Oh, right, – the Auld Lang Syne bit… This morning I vividly recalled chilly smoggy winter mornings, waiting for the 607 trolley. Eventually not one but several of them would come lumbering through the murk like a whirring herd of red elephants. In the early 1960’s the overhead lines came down and the lumbering trolleys were replaced by less-lumbering Routemaster diesel buses, on the same route but renumbered 207. They traveled in herds too, but could at least overtake each other.
The buses were staffed by a driver and a conductor. The driver lived in his own isolated compartment. The conductor was generally a uniformed man, equipped with a handle-operated ticket printing machine, and often an over-abundance of authority. Or so it seemed at 11 years of age.
As I got older and taller, the conductors got shorter and less scary. Being a conductor must have been a heck of a difficult job; scores of yelling kids poured on and off the buses along the routes, scrambling up the narrow stairs to the upper deck; shoving and swearing and, if we could get away with it, leaping from the stairs to grab the rear platform pole and swinging 360 revolutions around the poles.
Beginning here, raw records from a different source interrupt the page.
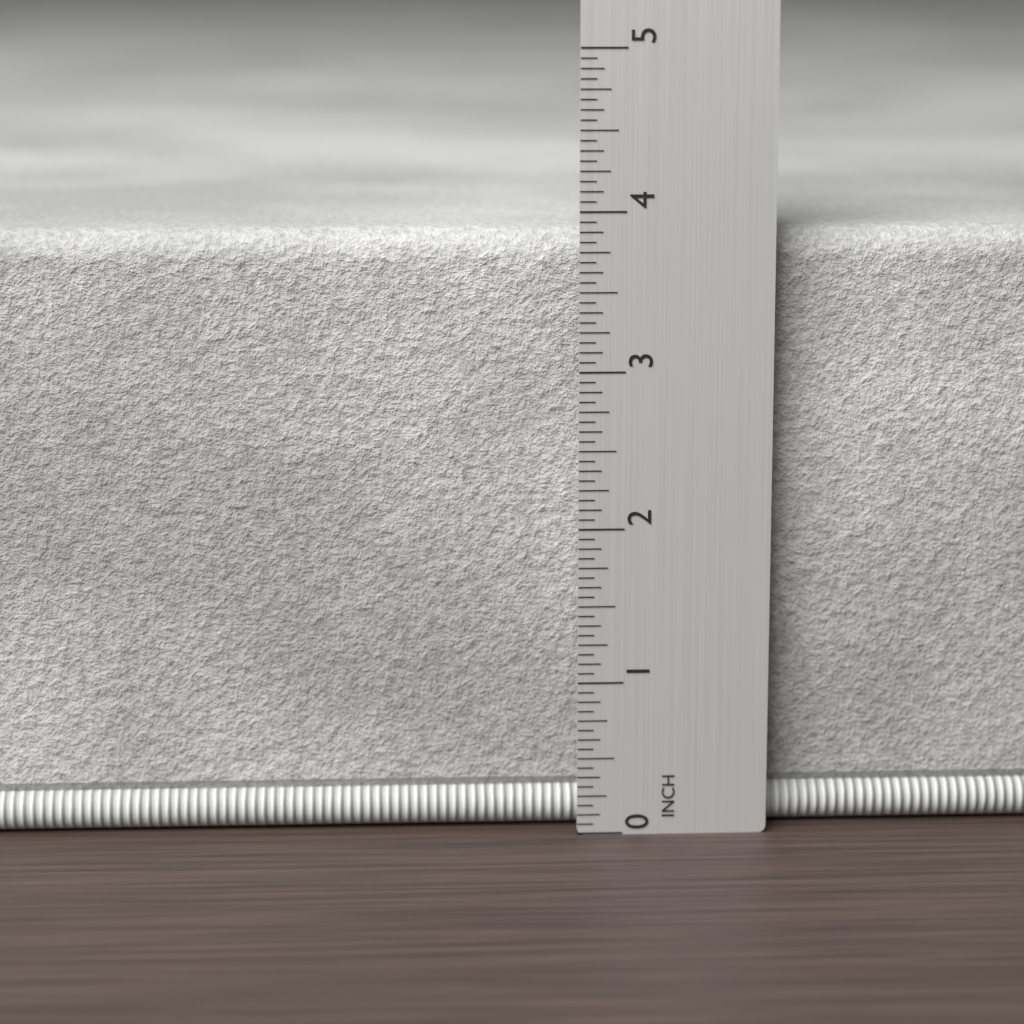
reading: 3.8750 in
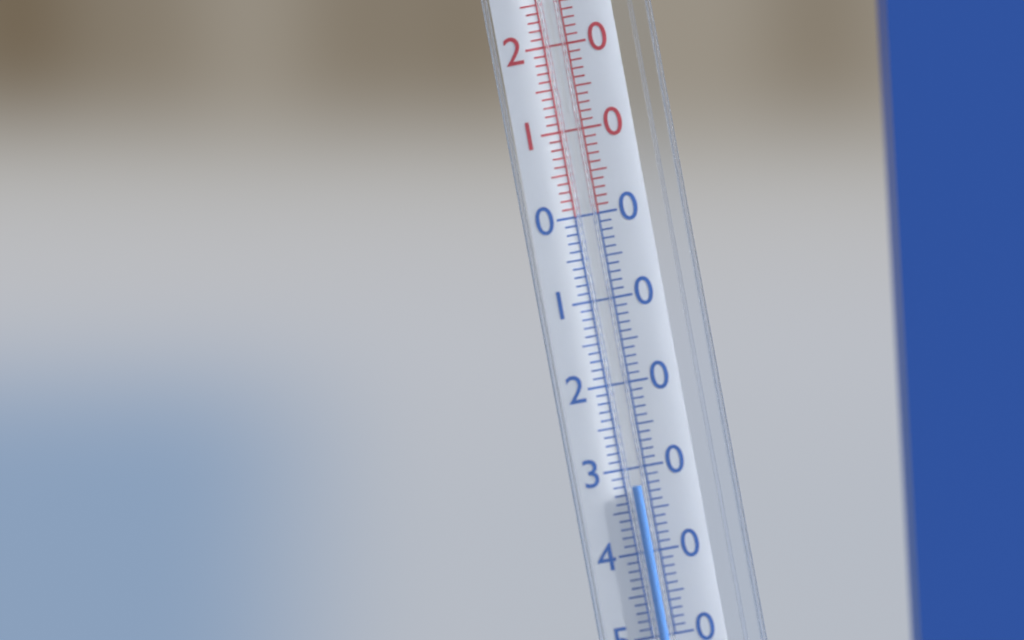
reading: -32 °C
Pride of place on the buses was in the front seats at the top of the bus. Smoking was allowed there; although not for kids. Well, not little kids. We big kids could puff; and bluster; and yell brave insults at other school kids through the open windows; and throw paper airplanes. But it was forbidden to bang on the floor – the conductor was the only person allowed to signal the driver to stop and start the bus by stamping his feet. If we kids stamped on the floor above his head, it was an assured way to abruptly stop the bus; meet the pissed off driver, and be thrown off the bus.
I did a lot of my growing up on those buses, starting out as a shy little chap of 11, scared of just about any other kid who shoved himself onto the same seat as me. I progressed to cockiness and bluster, then to learn some tact and civilty, and eventually reverted to shyness of a sort- becoming a quiet reader. That was after my regular bus mates had had to leave school at age 15, and I had to study harder to ensure that I could manage to stay at school.
The 5 mile journey to Southall was unusually long for London school kids yet many of my Southall Grammar School class mates traveled long distances to the school too. The school was set in the middle of community that was gradually becoming rich with Asian immigrants. The school population was several hundred when I left in 1966, but there were only a handful of East Asian students. I gradually came to think I was part of an overt effort to populate the school with imported white kids so that there would be no room for the local Indian and Pakistani kids. It was that increasing discomfort when I was about 16 or 17 in realizing the racial disparity at the school, that eventually became a large factor in me wanting to explore other parts of the world to find less racial discrimination. Nowadays the school, renamed Villiers High School, is populated by many Asian children.